Here at the Manchester airport bar awaiting the flight that will take me back to Duncannon and the Appalachian Trail, these are the thoughts that I'm thinking.

Where am I? What's it all mean? And will I, when I crest that cold rock far up in New England where Maine juts hard into Canada, will I have written something worth reading, worth publishing? Will I have stomped the American terra and told the tale well enough and with enough pride and gratitude in my American freedoms to please a nation of fear junkies, and maybe even, the poor battle-crazed soldiers in Iraq?

Will I? - RSM

Skies over Pennsylvania
July 11, 04

Shark fish with whirl of deadly spinning whiskers walks me, effortless, through cumulous sky seas high into the blue July of coming night.
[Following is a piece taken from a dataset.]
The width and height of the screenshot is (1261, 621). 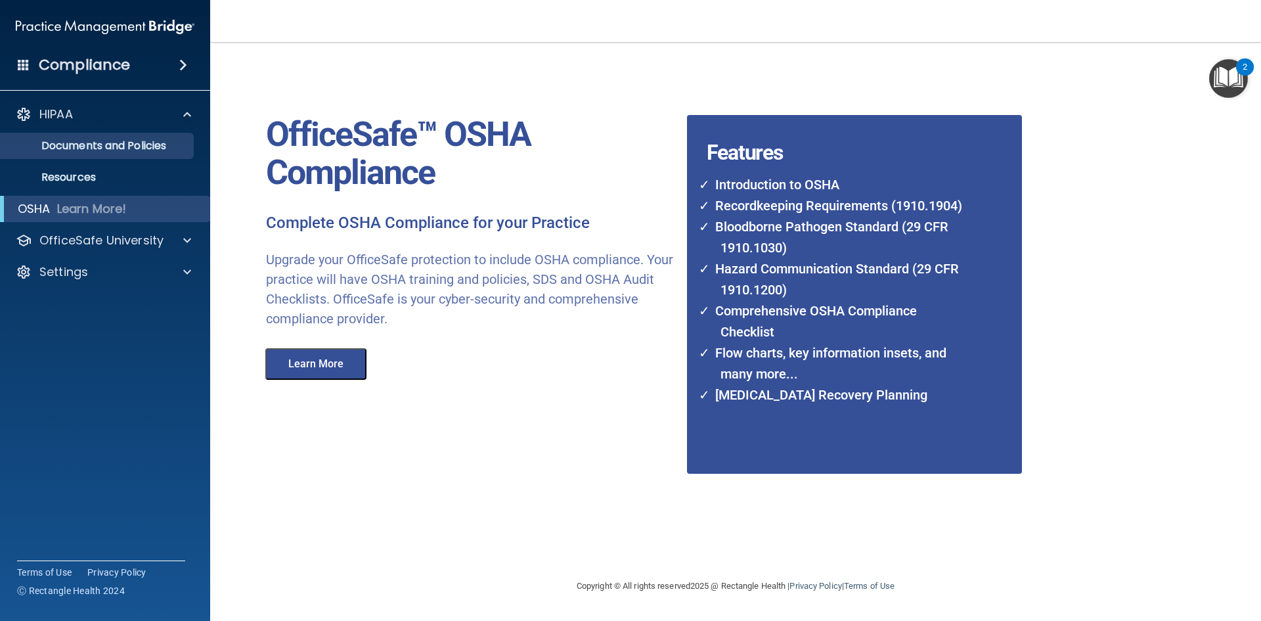 I want to click on div: Copyright © All rights reserved 2025 @ Rectangle Health | |, so click(x=736, y=586).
And it's Pittsburgh below like a bad memory fading, and funny it is that God would drop me here as well on this epic journey, after dragging me through Albuquerque and Chicago and all those other memory-laden towns fulla failures and faded, jaded faeries, and here I thought Pittsburgh was far enough west of the AT that I would never pass that way and have to think of her.

No matter now! Dancing in the white cotton mountains of pure magical moist air and thanks to seatmate Linda who switched with me in the last minute before takeoff, she noticing my fascination with the spinning blades outside her window. Now high, high! Old Jack hitching everywhere never had it so good! For this day I thank my father, not the heavenly One but the slipping-into-silver salesman dad who bore me into this world and all his faults and follies and mistakes and beauty, he is good man. And good his wife forgiven now for whatever angered me about her years ago in my mad, anxious head of San Francisco 1999 living in the art car Duke and crying and rising every morning to death thoughts, to which tree in the Berkeley woods I would hang from, madness. And me just wanting Daddy, just wanting him but being denied, yes! That was it, though first I dropped the bomb on the wife, holding the grudge as I had for harsh words already old.. whatever. And me hopefully forgiven for my words and anger and angst. So much pain and ill communication.

But now a new sweater, Patagonia! to replace the shrunken one, and new shoes and new reasons to stomp on the terra and all this heavenly beauty out my window, the window of this Dash 8 doing the tight rope, no, the slack line! Walking through and over cauliflower mushrooms and explosive milk white like dreams and mountains, peaks no man will ever ascend and should he try, would fall right through, ethereal. And the plane , the puddle jumper as Linda calls it, rocks and shimmies and I just laugh, fearless, not wishing ill on my fellow travelers, but fearless myself, intoxicated by cloud heavens and not caring if I die tonight for I have seen and felt the rapture of God's best work! Clouds as seen from Heaven.

Which makes me again think of all that hogwash about how only Christians and those who come to know Jesus will get into the Kingdom of Heaven. I don't care if it is written in the Bible, I don't believe it. I love all creatures and see something of myself in Everyman, even he who, should the worst happen, looks me in the eye and guns me down or cuts off my head in the name of his god. His god, my god, your god, it is all one God. And who could doubt the existence of Heaven or grace eternal who has flown? Who could question Heaven who has tickled the tops of snow white floating worlds of weather brewing? Up here it is azure blue and no earthly mountain, none high enough in the East, peaks through. I want to live up here. I must learn to fly, and soon. I would rise up and never again come down. Were I to fly and knowing how, I would never touch the ground. I would never again return to leaden ground. -RSM

[Afterthought on the Afterlife: He would know me, and know my meaning, and my place at the banquet would be set, for there is a place in Heaven for poets and dreamers, a place the scriptures may have missed but which exists. Sure as Jesus was a Jew, and shame on you for believing that a Jew would have any less chance than you, of eternal salvation. We all on this Earth bleed and die and hope and try. We are all going to Heaven.]